Readers by professional status Count As %
Student > Ph. D. Student 10 16%
Student > Master 6 10%
Student > Doctoral Student 5 8%
Researcher 5 8%
Student > Bachelor 4 6%
Other 11 17%
Unknown 22 35%
Readers by discipline Count As %
Psychology 9 14%
Social Sciences 7 11%
Medicine and Dentistry 7 11%
Nursing and Health Professions 5 8%
Pharmacology, Toxicology and Pharmaceutical Science 2 3%
Other 5 8%
Unknown 28 44%
Attention Score in Context

Attention Score in Context

This research output has an Altmetric Attention Score of 6. This is our high-level measure of the quality and quantity of online attention that it has received. This Attention Score, as well as the ranking and number of research outputs shown below, was calculated when the research output was last mentioned on 09 November 2023.
All research outputs
#6,099,423
of 24,777,509 outputs
Outputs from AIDS and Behavior
#872
of 3,647 outputs
Outputs of similar age
#63,278
of 260,417 outputs
Outputs of similar age from AIDS and Behavior
#13
of 48 outputs
Altmetric has tracked 24,777,509 research outputs across all sources so far. Compared to these this one has done well and is in the 75th percentile: it's in the top 25% of all research outputs ever tracked by Altmetric.

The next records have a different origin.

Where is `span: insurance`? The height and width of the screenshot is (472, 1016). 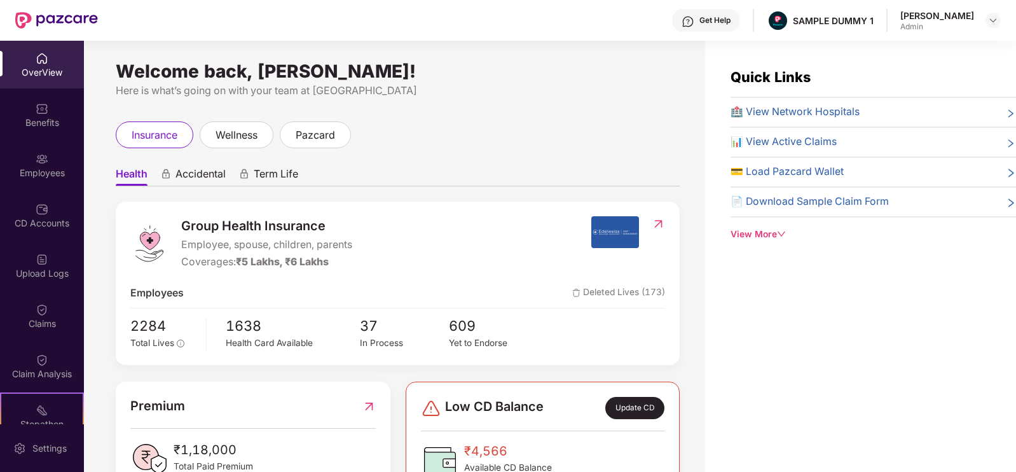 span: insurance is located at coordinates (155, 135).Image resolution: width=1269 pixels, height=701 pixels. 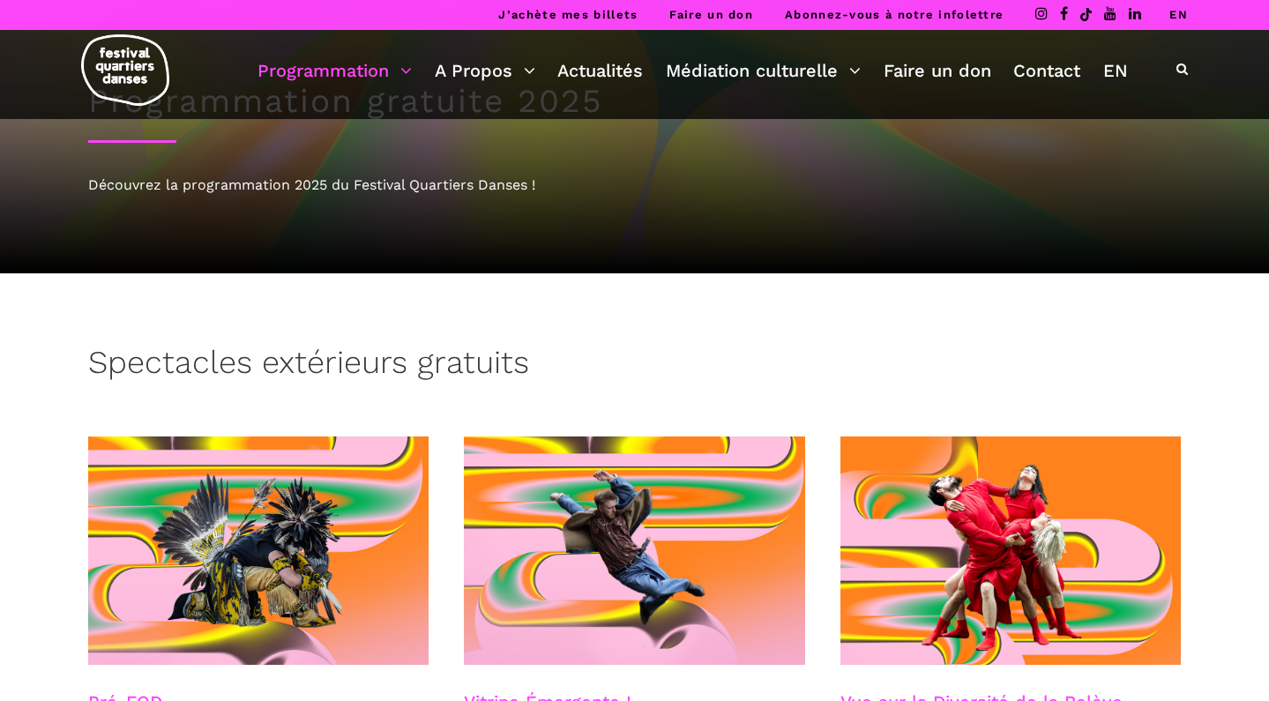 I want to click on a: J’achète mes billets, so click(x=568, y=14). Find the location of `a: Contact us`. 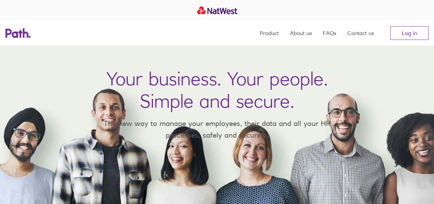

a: Contact us is located at coordinates (361, 33).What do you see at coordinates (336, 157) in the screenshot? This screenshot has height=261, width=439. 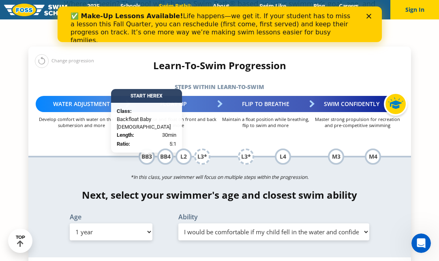 I see `div: M3` at bounding box center [336, 157].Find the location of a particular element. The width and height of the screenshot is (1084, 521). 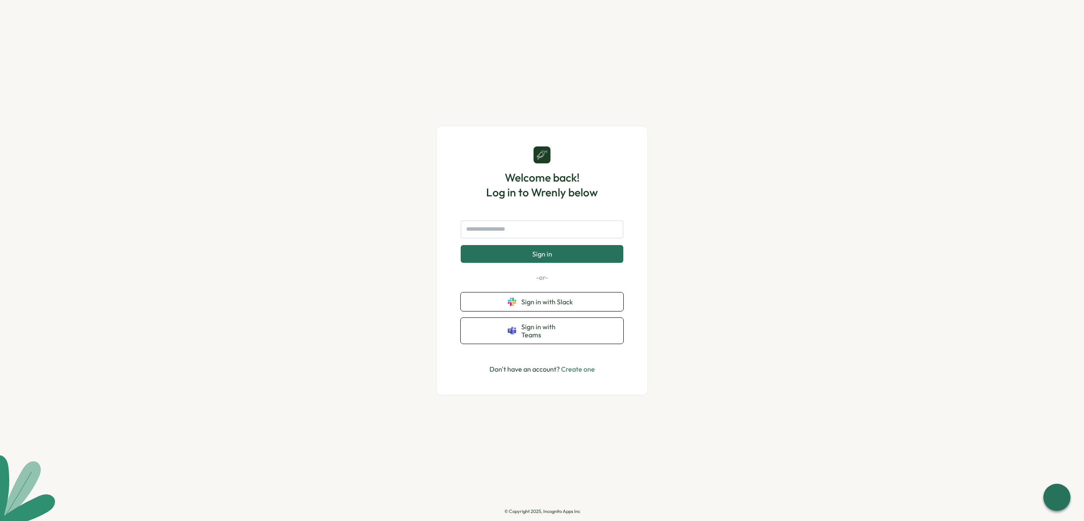

span: Sign in with Slack is located at coordinates (549, 302).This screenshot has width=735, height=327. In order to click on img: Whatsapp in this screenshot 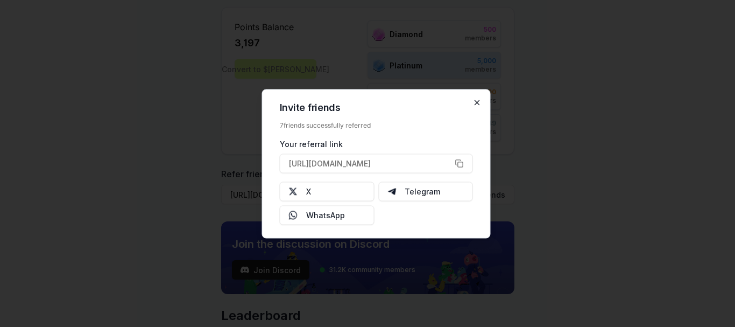, I will do `click(293, 215)`.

So far Altmetric has tracked 3,647 research outputs from this source. They typically receive a little more attention than average, with a mean Attention Score of 7.3. This one has done well, scoring higher than 75% of its peers.
Older research outputs will score higher simply because they've had more time to accumulate mentions. To account for age we can compare this Altmetric Attention Score to the 260,417 tracked outputs that were published within six weeks on either side of this one in any source. This one has done well, scoring higher than 75% of its contemporaries.
We're also able to compare this research output to 48 others from the same source and published within six weeks on either side of this one. This one has done well, scoring higher than 75% of its contemporaries.